Scott Garfield/Netflix Christian Bale stars in 'The Pale Blue Eye' as Det. Augustus Landor opposite Harry Melling's 'The Pale Blue Eye.'

Melling's first scene on set — which he confirms was as cold as it looks on screen — was "a sink or swim moment," he recalls. It was a sequence, like so many others in the film, with dense dialogue. Melling found himself thinking back to a lesson he had learned in drama school. "I think everyone does naturally want to get it right, and actually, that's probably the worst thing you can do as an actor," he explains. "I think the best thing you can do is jump and see what happens and to risk."

On The Pale Blue Eye, he decided to throw himself into the scene. "I couldn't think of nothing worse than discussing too much because it pins you into a corner and suddenly you have to do the thing that you said you're gonna do," he adds. "I'll try and show you, and if it's wrong, then you can tell me that it's wrong."
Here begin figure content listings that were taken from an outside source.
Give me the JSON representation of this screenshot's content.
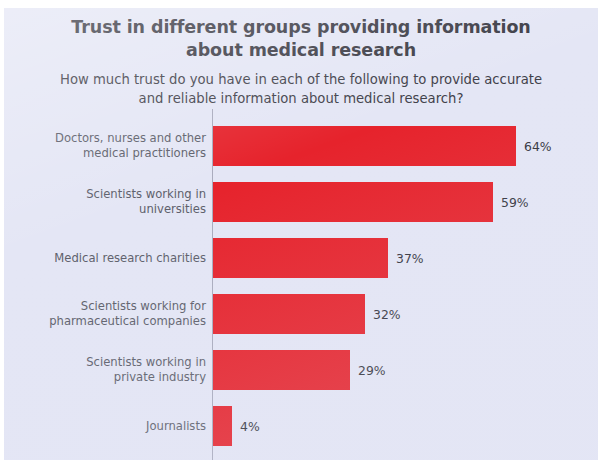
{
  "title": {
    "line1": "Trust in different groups providing information",
    "line2": "about medical research"
  },
  "subtitle": {
    "line1": "How much trust do you have in each of the following to provide accurate",
    "line2": "and reliable information about medical research?"
  },
  "colors": {
    "bar": "#e6232c",
    "background": "#e4e6f5",
    "title_text": "#3b3b45",
    "category_text": "#5d5f6b",
    "value_text": "#33343d",
    "axis_line": "#a9abbd"
  },
  "chart_data": {
    "type": "bar",
    "orientation": "horizontal",
    "title": "Trust in different groups providing information about medical research",
    "subtitle": "How much trust do you have in each of the following to provide accurate and reliable information about medical research?",
    "xlabel": "",
    "ylabel": "",
    "xlim": [
      0,
      70
    ],
    "grid": false,
    "legend": false,
    "value_suffix": "%",
    "categories": [
      "Doctors, nurses and other medical practitioners",
      "Scientists working in universities",
      "Medical research charities",
      "Scientists working for pharmaceutical companies",
      "Scientists working in private industry",
      "Journalists"
    ],
    "values": [
      64,
      59,
      37,
      32,
      29,
      4
    ],
    "value_labels": [
      "64%",
      "59%",
      "37%",
      "32%",
      "29%",
      "4%"
    ]
  },
  "bars": [
    {
      "label_line1": "Doctors, nurses and other",
      "label_line2": "medical practitioners",
      "value": 64,
      "value_label": "64%"
    },
    {
      "label_line1": "Scientists working in",
      "label_line2": "universities",
      "value": 59,
      "value_label": "59%"
    },
    {
      "label_line1": "Medical research charities",
      "label_line2": "",
      "value": 37,
      "value_label": "37%"
    },
    {
      "label_line1": "Scientists working for",
      "label_line2": "pharmaceutical companies",
      "value": 32,
      "value_label": "32%"
    },
    {
      "label_line1": "Scientists working in",
      "label_line2": "private industry",
      "value": 29,
      "value_label": "29%"
    },
    {
      "label_line1": "Journalists",
      "label_line2": "",
      "value": 4,
      "value_label": "4%"
    }
  ]
}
Some discussion was had, of course. Cooper would plot every moment with Melling as a point on a roadmap. "We were aware that most people who come to this movie know Poe as the master of the macabre, and you would expect Poe to be someone who's quite dark and who lived in the shadows," the filmmaker says. "But also, we wanted him not only to be the mad genius or the tormented artist, but we wanted to exploit his personal struggles, the fact that he was an orphan, the fact that he does feel somewhat ostracized from the other cadets at West Point and certainly those in charge. So it was really about, how do we make him warm and humorous, someone who is prone to falling in love, someone who is quite vulnerable and heartbreaking, and who looks to Landor as a father figure, something that he never had?"

Melling knew of Bale as a genius of his craft, perhaps through all that "noise" the star of The Dark Knight and American Psycho has had to deal with in his own career. But the younger talent was floored by the veteran's generosity. "We'd turn up and just see what would happen on its feet and what revealed itself to us," Melling notes.

He points specifically to a scene in the finale, which is a massive spoiler — the moment when all is revealed. "It's a big scene, and the focus needs to be there in the room," Melling continues. "It can be a very complicated scene, and there's lots going on, but it was very focused, and we were allowed to play the scene in the way that we wanted."

Perhaps there will be more of this noise around Melling with The Pale Blue Eye, which arrives on Netflix today after a brief stint in theaters. His goal remains the same: ignore it. "Maybe it's because I've been doing it since I was very young," he says. "I try not to think of it in the moment."